Maker Pro
Maker Pro

Interrupt Handling

Hi,

Suppose if i am transmitting a number of CAN messages both cyclic and event. Should I do this by setting the interrupt and leave it to the controller to transmit the messages. Does this method not an open loop type of transmission? Is it recommended?Or suppose if i check the message is successfully transmitted by some means of interrupt, does it not burden the controller? And how to keep track of the message and the interrupt for a huge number of messages. which is the best method? I am asking this question since when i tried to transmit the cyclic messages continuously i could not see all the messages getting transmitted then i had to give a dummy delay using a for loop to transmit all the messages so how to know these delay timings.

Thanks in advance.
 

hevans1944

Hop - AC8NS
What are you transmitting the CAN messages to? Is this a full-duplex or half-duplex communications link? Does the receiver of the CAN message implement either software or hardware flow control? Do you have the capability to implement either software or hardware flow control? Interrupts are usually used, with an interrupt handler or driver, to indicate when a transmit buffer is empty and ready to accept the next byte of a message. Similarly, the receive buffer can also generate an interrupt when a byte has been received. Either software or hardware flow control can be implemented, with or without interrupts, depending on data rate. The CAN bus usually uses software flow control since it is a two-wire multi-drop bus.

And of course the controller is burdened with all this housekeeping, but what do you care as long as it can keep up? Sending messages into the wind with no provision for acknowledgement of "message received" and no provision to allow the receiver to ask for a re-transmission if the message is corrupted, or for the sender to wait, is just asking for trouble. Each message is transmitted with a check-sum so the receiver can authenticate the message, right? See this Wikipedia article for information on the CAN standard.

Using "for loops" for communication timing (or any other timing) is not good programming practice. How can you know what hardware the "for loop" will execute on, or whether the operating system will suspend the thread while it allows another higher priority thread to run? It's semi-okay for embedded processor applications where you have complete control of the processor, but a real hardware timer running from a real clock oscillator is the right way to generate time delays. If you need to generate time delays for CAN bus communication, you have not properly implemented message flow-control.

Hop
 
Thank you very much for the quick response. I am using freescale controller which has in built CAN controller and it is a full duplex. I am transmitting the message to an ECU. I will modify the code to remove for loop and the modifications suggested by you.
 

hevans1944

Hop - AC8NS
That sounds good. Just make sure both the Freescale controller and the ECU implement a CAN flow-control protocol: each tests the check-sum on each received message, asks for a re-transmission if there is a check-sum error, and that both have adequate speed to process each message received (preventing receive buffer over-run) before the next message transmission begins.
 
The problem is i have no control on the other ECU messages but through a protocol message i can request for time delay in messages. The problem i am facing is I have to take messages from one channel and gateway to other channel without missing the sequence, but i am not able to maintain the sequence. This, as i said i set the transmit interrupt for the three received messages to transmit on other channel but somehow it is missing the sequence. i am not able to get the reason behind it. I am only setting the transmit interrupt of the three messages in the sequence but i am not actually verifying whether the message is on the bus. Is that the problem?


→ Work to be completed
Your response should consist of every record, exactly as given.

::: Records for this exercise :::

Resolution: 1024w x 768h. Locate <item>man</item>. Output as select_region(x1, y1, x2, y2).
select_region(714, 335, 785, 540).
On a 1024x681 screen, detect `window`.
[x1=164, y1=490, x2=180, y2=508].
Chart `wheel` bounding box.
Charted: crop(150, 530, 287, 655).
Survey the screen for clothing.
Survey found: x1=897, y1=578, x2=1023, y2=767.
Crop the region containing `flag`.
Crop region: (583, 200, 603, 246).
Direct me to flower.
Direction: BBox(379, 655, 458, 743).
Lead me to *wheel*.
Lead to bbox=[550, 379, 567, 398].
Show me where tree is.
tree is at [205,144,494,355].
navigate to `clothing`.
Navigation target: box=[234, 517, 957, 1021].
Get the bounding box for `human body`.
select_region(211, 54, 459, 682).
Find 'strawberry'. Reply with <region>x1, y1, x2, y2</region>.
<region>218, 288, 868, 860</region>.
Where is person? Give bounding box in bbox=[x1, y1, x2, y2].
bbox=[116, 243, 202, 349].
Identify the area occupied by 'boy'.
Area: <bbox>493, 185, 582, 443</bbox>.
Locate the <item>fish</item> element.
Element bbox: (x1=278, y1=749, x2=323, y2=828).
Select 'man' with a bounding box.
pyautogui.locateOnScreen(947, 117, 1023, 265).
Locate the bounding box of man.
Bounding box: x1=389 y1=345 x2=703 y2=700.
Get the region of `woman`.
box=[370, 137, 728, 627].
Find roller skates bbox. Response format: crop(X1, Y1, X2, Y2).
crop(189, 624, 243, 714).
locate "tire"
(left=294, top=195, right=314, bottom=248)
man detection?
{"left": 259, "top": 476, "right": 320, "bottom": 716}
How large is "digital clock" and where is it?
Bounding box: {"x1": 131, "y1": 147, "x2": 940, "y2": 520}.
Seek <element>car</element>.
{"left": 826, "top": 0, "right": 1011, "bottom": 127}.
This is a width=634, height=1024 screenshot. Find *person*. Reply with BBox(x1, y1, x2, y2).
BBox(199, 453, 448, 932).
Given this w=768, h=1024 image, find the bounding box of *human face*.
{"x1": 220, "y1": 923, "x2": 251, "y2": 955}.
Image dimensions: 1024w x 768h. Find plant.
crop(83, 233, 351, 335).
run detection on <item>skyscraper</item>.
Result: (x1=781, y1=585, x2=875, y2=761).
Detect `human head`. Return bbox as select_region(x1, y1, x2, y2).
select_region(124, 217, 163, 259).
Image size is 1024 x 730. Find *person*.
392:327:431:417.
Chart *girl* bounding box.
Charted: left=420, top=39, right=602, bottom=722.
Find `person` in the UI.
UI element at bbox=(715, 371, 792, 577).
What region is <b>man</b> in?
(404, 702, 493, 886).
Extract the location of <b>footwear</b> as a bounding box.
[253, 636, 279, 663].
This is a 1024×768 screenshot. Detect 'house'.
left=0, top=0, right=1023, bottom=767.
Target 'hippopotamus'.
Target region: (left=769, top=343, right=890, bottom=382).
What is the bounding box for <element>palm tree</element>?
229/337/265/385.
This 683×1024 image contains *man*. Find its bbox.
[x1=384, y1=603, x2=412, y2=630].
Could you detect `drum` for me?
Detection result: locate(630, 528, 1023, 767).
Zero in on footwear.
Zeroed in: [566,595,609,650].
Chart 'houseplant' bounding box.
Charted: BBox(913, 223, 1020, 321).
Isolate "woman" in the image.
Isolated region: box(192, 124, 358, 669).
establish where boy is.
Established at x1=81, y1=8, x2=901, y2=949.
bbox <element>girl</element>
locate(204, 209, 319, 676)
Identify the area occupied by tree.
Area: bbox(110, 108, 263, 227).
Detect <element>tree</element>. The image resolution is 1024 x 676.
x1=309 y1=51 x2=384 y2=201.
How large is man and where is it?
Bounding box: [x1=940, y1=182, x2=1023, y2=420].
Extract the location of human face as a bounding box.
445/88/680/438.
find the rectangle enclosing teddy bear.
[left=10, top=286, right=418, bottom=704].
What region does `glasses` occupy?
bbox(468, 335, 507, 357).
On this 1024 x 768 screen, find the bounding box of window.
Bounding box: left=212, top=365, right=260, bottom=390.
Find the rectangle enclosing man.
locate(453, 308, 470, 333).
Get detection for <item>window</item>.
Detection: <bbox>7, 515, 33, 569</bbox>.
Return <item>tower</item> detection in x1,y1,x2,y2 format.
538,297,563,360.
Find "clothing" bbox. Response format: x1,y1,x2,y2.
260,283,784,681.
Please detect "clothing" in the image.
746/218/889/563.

:::

→ Response area
Resolution: 1024w x 768h. Locate <item>man</item>. Output as select_region(x1, y1, x2, y2).
select_region(714, 335, 785, 540).
On a 1024x681 screen, detect `window`.
[x1=164, y1=490, x2=180, y2=508].
Chart `wheel` bounding box.
Charted: crop(150, 530, 287, 655).
Survey the screen for clothing.
Survey found: x1=897, y1=578, x2=1023, y2=767.
Crop the region containing `flag`.
Crop region: (583, 200, 603, 246).
Direct me to flower.
Direction: BBox(379, 655, 458, 743).
Lead me to *wheel*.
Lead to bbox=[550, 379, 567, 398].
Show me where tree is.
tree is at [205,144,494,355].
navigate to `clothing`.
Navigation target: box=[234, 517, 957, 1021].
Get the bounding box for `human body`.
select_region(211, 54, 459, 682).
Find 'strawberry'. Reply with <region>x1, y1, x2, y2</region>.
<region>218, 288, 868, 860</region>.
Where is person? Give bounding box in bbox=[x1, y1, x2, y2].
bbox=[116, 243, 202, 349].
Identify the area occupied by 'boy'.
Area: <bbox>493, 185, 582, 443</bbox>.
Locate the <item>fish</item> element.
Element bbox: (x1=278, y1=749, x2=323, y2=828).
Select 'man' with a bounding box.
pyautogui.locateOnScreen(947, 117, 1023, 265).
Locate the bounding box of man.
Bounding box: x1=389 y1=345 x2=703 y2=700.
Get the region of `woman`.
box=[370, 137, 728, 627].
Find roller skates bbox. Response format: crop(X1, Y1, X2, Y2).
crop(189, 624, 243, 714).
locate "tire"
(left=294, top=195, right=314, bottom=248)
man detection?
{"left": 259, "top": 476, "right": 320, "bottom": 716}
How large is "digital clock" and where is it?
Bounding box: {"x1": 131, "y1": 147, "x2": 940, "y2": 520}.
Seek <element>car</element>.
{"left": 826, "top": 0, "right": 1011, "bottom": 127}.
This is a width=634, height=1024 screenshot. Find *person*. Reply with BBox(x1, y1, x2, y2).
BBox(199, 453, 448, 932).
Given this w=768, h=1024 image, find the bounding box of *human face*.
{"x1": 220, "y1": 923, "x2": 251, "y2": 955}.
Image dimensions: 1024w x 768h. Find plant.
crop(83, 233, 351, 335).
run detection on <item>skyscraper</item>.
Result: (x1=781, y1=585, x2=875, y2=761).
Detect `human head`. Return bbox as select_region(x1, y1, x2, y2).
select_region(124, 217, 163, 259).
Image size is 1024 x 730. Find *person*.
392:327:431:417.
Chart *girl* bounding box.
Charted: left=420, top=39, right=602, bottom=722.
Find `person` in the UI.
UI element at bbox=(715, 371, 792, 577).
What region is <b>man</b> in?
(404, 702, 493, 886).
Extract the location of <b>footwear</b> as a bounding box.
[253, 636, 279, 663].
This is a 1024×768 screenshot. Detect 'house'.
left=0, top=0, right=1023, bottom=767.
Target 'hippopotamus'.
Target region: (left=769, top=343, right=890, bottom=382).
What is the bounding box for <element>palm tree</element>?
229/337/265/385.
This 683×1024 image contains *man*. Find its bbox.
[x1=384, y1=603, x2=412, y2=630].
Could you detect `drum` for me?
Detection result: locate(630, 528, 1023, 767).
Zero in on footwear.
Zeroed in: [566,595,609,650].
Chart 'houseplant' bounding box.
Charted: BBox(913, 223, 1020, 321).
Isolate "woman" in the image.
Isolated region: box(192, 124, 358, 669).
establish where boy is.
Established at x1=81, y1=8, x2=901, y2=949.
bbox <element>girl</element>
locate(204, 209, 319, 676)
Identify the area occupied by tree.
Area: bbox(110, 108, 263, 227).
Detect <element>tree</element>. The image resolution is 1024 x 676.
x1=309 y1=51 x2=384 y2=201.
How large is man and where is it?
Bounding box: [x1=940, y1=182, x2=1023, y2=420].
Extract the location of human face as a bounding box.
445/88/680/438.
find the rectangle enclosing teddy bear.
[left=10, top=286, right=418, bottom=704].
What region does `glasses` occupy?
bbox(468, 335, 507, 357).
On this 1024 x 768 screen, find the bounding box of window.
Bounding box: left=212, top=365, right=260, bottom=390.
Find the rectangle enclosing man.
locate(453, 308, 470, 333).
Get detection for <item>window</item>.
Detection: <bbox>7, 515, 33, 569</bbox>.
Return <item>tower</item> detection in x1,y1,x2,y2 format.
538,297,563,360.
Find "clothing" bbox. Response format: x1,y1,x2,y2.
260,283,784,681.
Please detect "clothing" in the image.
746/218/889/563.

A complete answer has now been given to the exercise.